Xxavier Edward Carter: Anh Yēu Em at ex ovo

Xxavier Edward Carter
Anh Yēu Em
April 11 – May 11, 2021

ex ovo is pleased to present Anh Yēu Em, a large-scale installation by the artist Xxavier Edward Carter opening Sunday, April 11, 2021 with an extended reception from 12-6 pm. Two new performances by the artist will accompany the exhibition. The Failings of Man premieres on Monday, April 19 at 7 pm. Carter will perform Heaven is Going to Burn Your Eyes on Sunday, April 25 from 12-5 pm. To reserve a timed ticket for Carter’s April 25 performance, Heaven is Going to Burn Your Eyes, visit the gallery’s website. In addition to the scheduled performances, Anh Yēu Em will be open Monday–Friday by appointment, with open hours between 1–5pm on Saturdays through May 11. Contact Allison Klion (allison@exovoprojects.com | 214.695.3753) for additional information or to schedule an appointment. http://www.exovoprojects.com

Gallery: ex ovo, 414 Fabrication St, Dallas, TX 75212

Anh Yēu Em translates to “I love you,” said from the masculine perspective in the Vietnamese language. The works of Anh Yēu Em meditate on life, death, love, worship, and the elemental body’s movement between the corporeal to the spiritual through our body’s ecological realities and projections toward an unknowable future. Anh Yēu Em presents space, vessel, image, and the human body in presence and absence, as an installation for exploring reality and our place in the world. A mural scale drawing on paper, ceramic totems, performance, and sculpture create the installation. Anh Yēu Em is man’s interior world processed through what is seen, what is lost, and what is to come in the ever-changing world.

Is to love ultimately to lose? And if so, is life ultimately the movement to become lost? Is the death the body’s memory of what there is becoming? Anh Yēu Em are the last words absorbing all the possibilities of becoming.

Anh Yēu Em is dedicated to the artist Lê Phuong Lananh (1993-2020) Revel in paradise among the myths of the world you loved. Rest in the minds of those who loved you though we may grieve in your loss. May we meet again.

Xxavier Edward Carter (born 1986, Dallas, Texas) is a transdisciplinary artist with a BFA from Stanford University and an MFA from Southern Methodist University. His work is presented as videos, publications, installations, and performances to encompass multi-sensorial and layered circumstances encountered by the artist. Personal interactions, media bombardment, observed and lived experiences, and material excess/waste influence his work towards a complex revolutionary promise. These are ecologically centered works often heavily linked to the material history of currency in how it relates to the histories of marginalized people. Carter is of Black and Native American heritage and views his work as a continuation of the survival and storytelling practices of these cultures. More broadly, he is interested in how these practices have analogies across cultures worldwide. Stories of origins, the afterlife, superhuman beings, and of love and tragedy are the most compelling for him. Carter creates work dealing with what these stories mean in an often violent and oppressive context and the power they have toward influencing revolutionary momentum. Carter has shown internationally at Peak Art, London, the Biennale art press des jeunes artistes, Saint- Etienne, France, MoT+++, Ho Chi Minh City, Vietnam, and FRAC Bourgogne, Dijon, France among others. He has exhibited with Cydonia Gallery and 500X in Dallas, and will present the inaugural exhibition in Erin Cluley Gallery’s Cluley Projects, opening April 17. A large-scale paper tapestry at the center of his 2020 Nasher Windows installation at the Nasher Sculpture Center, Start Livin in a New World, was recently acquired by the museum. Carter is a recipient of a 2019 Foundation for Contemporary Art Emergency Grant, and a 2011 grant from the DMA’s Arch and Anne Giles Kimbrough Fund. He participated in the Dallas/Dijon Fellowship through Southern Methodist University in 2019.

Anh Yēu Em is brought to you with the help of the City of Dallas Office of Arts and Culture, Culture of Value Micro Grant.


About this exercise:
Retype the data exactly, skipping any picture in it.

Figure content listings:
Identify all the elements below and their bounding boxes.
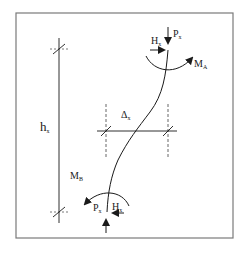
height-label-sub: x [47,128,50,134]
top-moment-arrow [146,56,192,70]
top-shear-label: Hx [151,36,161,47]
top-axial-label: Px [173,29,182,40]
bottom-moment-label-sub: B [79,176,83,182]
bottom-moment-label: MB [70,171,83,182]
drift-label-sub: x [127,115,130,121]
bottom-moment-arrow [85,193,129,206]
top-moment-label-main: M [194,58,203,69]
height-dimension [50,38,68,223]
top-moment-label: MA [194,59,207,70]
drift-dimension [97,104,177,158]
top-axial-label-sub: x [179,34,182,40]
drift-label: Δx [121,110,130,121]
diagram-canvas [0,0,248,268]
column-drift-diagram: hx Δx Px Hx MA MB Px Hx [0,0,248,268]
height-label: hx [40,120,50,134]
bottom-shear-label-sub: x [119,207,122,213]
top-moment-label-sub: A [203,64,207,70]
bottom-axial-label-sub: x [99,208,102,214]
bottom-moment-label-main: M [70,170,79,181]
bottom-shear-label: Hx [112,202,122,213]
top-shear-label-sub: x [158,41,161,47]
bottom-axial-label: Px [93,203,102,214]
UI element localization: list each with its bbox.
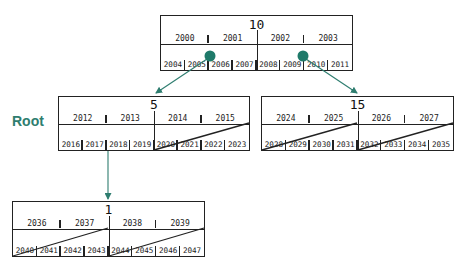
empty-slot-diagonal xyxy=(13,228,108,256)
empty-slot-diagonal xyxy=(262,123,357,150)
arrow-to-node-5 xyxy=(156,57,210,93)
tree-diagram: 10 2000 2001 2002 2003 2004 2005 2006 20… xyxy=(0,0,466,274)
connectors-overlay xyxy=(0,0,466,274)
arrow-to-node-15 xyxy=(303,57,357,93)
pointer-dot-icon xyxy=(205,51,216,62)
empty-slot-diagonal xyxy=(109,228,204,256)
empty-slot-diagonal xyxy=(358,123,453,150)
empty-slot-diagonal xyxy=(154,123,249,150)
pointer-dot-icon xyxy=(298,51,309,62)
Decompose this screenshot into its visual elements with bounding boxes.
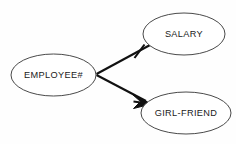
entity-girlfriend[interactable]: GIRL-FRIEND: [141, 92, 231, 134]
entity-salary[interactable]: SALARY: [143, 13, 225, 55]
relationship-employee-girlfriend[interactable]: [97, 75, 152, 109]
entity-label-salary: SALARY: [165, 29, 203, 39]
relationship-employee-salary[interactable]: [97, 45, 152, 75]
er-diagram-svg: EMPLOYEE# SALARY GIRL-FRIEND: [0, 0, 236, 144]
connector-line-employee-salary: [97, 45, 152, 75]
entity-label-employee: EMPLOYEE#: [24, 70, 83, 80]
cardinality-one-tick-salary: [135, 45, 145, 59]
entity-employee[interactable]: EMPLOYEE#: [11, 54, 96, 96]
entity-label-girlfriend: GIRL-FRIEND: [155, 108, 218, 118]
er-diagram-canvas: EMPLOYEE# SALARY GIRL-FRIEND: [0, 0, 236, 144]
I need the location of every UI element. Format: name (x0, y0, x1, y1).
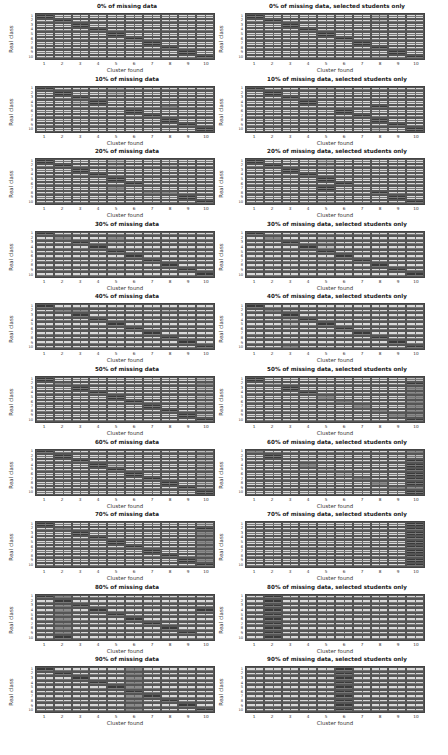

Problem solution:
Identify all the elements below and their bounding boxes.
height-label-sub: x [47,128,50,134]
top-moment-arrow [146,56,192,70]
top-shear-label: Hx [151,36,161,47]
top-axial-label: Px [173,29,182,40]
bottom-moment-label-sub: B [79,176,83,182]
bottom-moment-label: MB [70,171,83,182]
drift-label-sub: x [127,115,130,121]
bottom-moment-arrow [85,193,129,206]
top-moment-label-main: M [194,58,203,69]
height-dimension [50,38,68,223]
top-moment-label: MA [194,59,207,70]
drift-dimension [97,104,177,158]
top-axial-label-sub: x [179,34,182,40]
drift-label: Δx [121,110,130,121]
diagram-canvas [0,0,248,268]
column-drift-diagram: hx Δx Px Hx MA MB Px Hx [0,0,248,268]
height-label: hx [40,120,50,134]
bottom-shear-label-sub: x [119,207,122,213]
top-moment-label-sub: A [203,64,207,70]
bottom-axial-label-sub: x [99,208,102,214]
bottom-moment-label-main: M [70,170,79,181]
bottom-shear-label: Hx [112,202,122,213]
top-shear-label-sub: x [158,41,161,47]
bottom-axial-label: Px [93,203,102,214]
UI element localization: list each with its bbox.
empty-slot-diagonal xyxy=(13,228,108,256)
empty-slot-diagonal xyxy=(262,123,357,150)
arrow-to-node-5 xyxy=(156,57,210,93)
tree-diagram: 10 2000 2001 2002 2003 2004 2005 2006 20… xyxy=(0,0,466,274)
connectors-overlay xyxy=(0,0,466,274)
arrow-to-node-15 xyxy=(303,57,357,93)
pointer-dot-icon xyxy=(205,51,216,62)
empty-slot-diagonal xyxy=(109,228,204,256)
empty-slot-diagonal xyxy=(358,123,453,150)
empty-slot-diagonal xyxy=(154,123,249,150)
pointer-dot-icon xyxy=(298,51,309,62)
Decompose this screenshot into its visual elements with bounding boxes.
entity-girlfriend[interactable]: GIRL-FRIEND: [141, 92, 231, 134]
entity-salary[interactable]: SALARY: [143, 13, 225, 55]
relationship-employee-girlfriend[interactable]: [97, 75, 152, 109]
entity-label-salary: SALARY: [165, 29, 203, 39]
relationship-employee-salary[interactable]: [97, 45, 152, 75]
er-diagram-svg: EMPLOYEE# SALARY GIRL-FRIEND: [0, 0, 236, 144]
connector-line-employee-salary: [97, 45, 152, 75]
entity-label-employee: EMPLOYEE#: [24, 70, 83, 80]
cardinality-one-tick-salary: [135, 45, 145, 59]
entity-employee[interactable]: EMPLOYEE#: [11, 54, 96, 96]
entity-label-girlfriend: GIRL-FRIEND: [155, 108, 218, 118]
er-diagram-canvas: EMPLOYEE# SALARY GIRL-FRIEND: [0, 0, 236, 144]
I need the location of every UI element. Format: name (x0, y0, x1, y1).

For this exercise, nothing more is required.